He picks out as his three "worthiest and most excellent men," Homer, Alexander the Great and Epaminondas. In one of his latest chapters he lashes the physicians in no uncertain tones: "The most ignorant and bungling horseleech is fitter for a man that hath confidence in him than the skilfullest and learnedest physitian. The very choyce of most of their drugges is somewhat mysterious and divine." This attack is obviously induced by his own troublous complaint of stone-colic. "I am growne elder by seven or eight yeares since I beganne these essays; nor hath it beene without some new purchase. I have by the liberality of years acquainted my selfe with the stone-chollike." And he ends the book with a letter To my Lady of Duras: "My study and endevour to doe, and not to write.... I am a lesse maker of bookes then of anything else. Whosoever hath any worth in him, let him shew it in his behaviour, maners and ordinary discourses: be it to treat of love or of quarrels; of sport and play or bed-matters, at board or elsewhere ... those whom I see make good bookes, having tattered hosen and ragged clothes on, had they believed me they should first have gotten themselves good clothes."
This is perhaps a good note to part company with him on. There is really no limit to the number of quotations that one could cull to give a picture of this most lovable man. I have tried to do what he would have wanted me to do, describe him by letting him describe himself. For it is the man's own personality that we want to dig into when we read Montaigne's Essays, not the multitudinous anecdotes, not the splendid apophthegms which have become household proverbs, not the philosophy. He is the most human man who ever wrote a book, and the highest praise we can give him is that which would also please him most. He succeeded in writing the most human book that has ever been written. And we love him not least of all for his very vices.
Listen to Sainte-Beuve's praise of him: "There is something for every age, for every hour of life: you cannot read in it for any time without having the mind filled and lined as it were, or, to put it better, fully armed and clothed."
II
NEKRASSOV (1821-1877)
Nekrassov was the poet of the proletariat, of suffering in general and of Russian woman's suffering in particular, but denouncing rather than sentimental, a realist from start to finish. He followed in the direct succession of Gogol as an apostle of a "To-the-People" movement.
For the first time in Russian poetry we read in his work of the life stories of cabmen, carters, gardeners, printers, sweating journalists, soldiers, hawkers, prostitutes, convicts and peasants, descriptions of street scenes, fires, funerals, tragic weddings, cruel dissipations, vulgarity, platitudes of town life, and so on.
He was as interested in the common life of the people as a newspaper reporter, as satiric in his outlook as Byron and Burns; with Dostoievsky his passion for Russia connoted unbearable suffering: he is pellucidly clear and writes down what he sees without moralising.
He was a member of an aristocratic family which had fallen on evil days at the time of his birth. His early education was in the hands of a devoted Polish mother. When later he developed a turn for satiric verse at school he was requested to leave and went to Petrograd at the age of fifteen. On threepence three farthings per day, which had to be shared with another young man and his boy-serf, he managed just to exist, but he nearly died of starvation. He sought for work of any kind and in the meanwhile learnt much of low life that was afterwards to prove of inestimable value to him. His wit and general brightness of manner brought him to the notice of the well-to-do and lazy, and among them too he found valuable copy. He then attempted to gain a living as a journalist and among his multitudinous duties managed to spare a little time for the pursuit of his own art. He became the editor of The Contemporary, and spent twenty years of hard, continuous work in attempting to attract the best literary giants of his day to write for it.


| YOUR INSTRUCTIONS |
Please output the listing below character for character and omit the images.

| RECORDS |
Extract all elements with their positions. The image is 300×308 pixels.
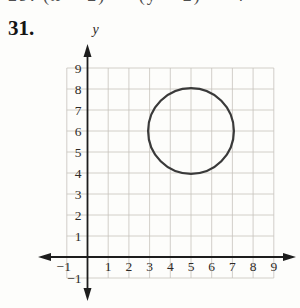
- y-axis-bottom-arrow: [84, 288, 92, 301]
- y-axis-top-arrow: [84, 44, 92, 57]
- y-tick-label: 2: [75, 208, 82, 223]
- x-tick-label: 9: [270, 259, 277, 274]
- x-tick-label: 4: [167, 259, 174, 274]
- x-tick-label: 1: [105, 259, 112, 274]
- x-axis-left-arrow: [38, 253, 51, 261]
- x-tick-label: 6: [208, 259, 215, 274]
- x-tick-label: 2: [126, 259, 133, 274]
- y-tick-label: −1: [67, 271, 81, 286]
- x-tick-label: 8: [250, 259, 257, 274]
- y-tick-label: 4: [75, 166, 82, 181]
- x-tick-label: 3: [146, 259, 153, 274]
- y-tick-label: 8: [75, 82, 82, 97]
- y-tick-label: 9: [75, 61, 82, 76]
- coordinate-plane: −1123456789−1123456789y: [0, 0, 300, 308]
- textbook-figure: 29. (x − 2)² + (y − 2)² = 4 31. −1123456…: [0, 0, 300, 308]
- x-tick-label: 7: [229, 259, 236, 274]
- x-axis-right-arrow: [283, 253, 296, 261]
- y-tick-label: 3: [75, 187, 82, 202]
- y-tick-label: 5: [75, 145, 82, 160]
- y-tick-label: 7: [75, 103, 82, 118]
- y-tick-label: 1: [75, 229, 82, 244]
- x-tick-label: 5: [188, 259, 195, 274]
- y-tick-label: 6: [75, 124, 82, 139]
- y-axis-label: y: [91, 22, 100, 37]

| EXERCISE RESULT |
Extract all elements with their positions. The image is 300×308 pixels.
- y-axis-bottom-arrow: [84, 288, 92, 301]
- y-axis-top-arrow: [84, 44, 92, 57]
- y-tick-label: 2: [75, 208, 82, 223]
- x-tick-label: 9: [270, 259, 277, 274]
- x-tick-label: 4: [167, 259, 174, 274]
- x-tick-label: 1: [105, 259, 112, 274]
- x-axis-left-arrow: [38, 253, 51, 261]
- x-tick-label: 6: [208, 259, 215, 274]
- x-tick-label: 2: [126, 259, 133, 274]
- y-tick-label: −1: [67, 271, 81, 286]
- x-tick-label: 8: [250, 259, 257, 274]
- y-tick-label: 4: [75, 166, 82, 181]
- x-tick-label: 3: [146, 259, 153, 274]
- y-tick-label: 8: [75, 82, 82, 97]
- y-tick-label: 9: [75, 61, 82, 76]
- coordinate-plane: −1123456789−1123456789y: [0, 0, 300, 308]
- textbook-figure: 29. (x − 2)² + (y − 2)² = 4 31. −1123456…: [0, 0, 300, 308]
- x-tick-label: 7: [229, 259, 236, 274]
- x-axis-right-arrow: [283, 253, 296, 261]
- y-tick-label: 3: [75, 187, 82, 202]
- y-tick-label: 5: [75, 145, 82, 160]
- y-tick-label: 7: [75, 103, 82, 118]
- y-tick-label: 1: [75, 229, 82, 244]
- x-tick-label: 5: [188, 259, 195, 274]
- y-tick-label: 6: [75, 124, 82, 139]
- y-axis-label: y: [91, 22, 100, 37]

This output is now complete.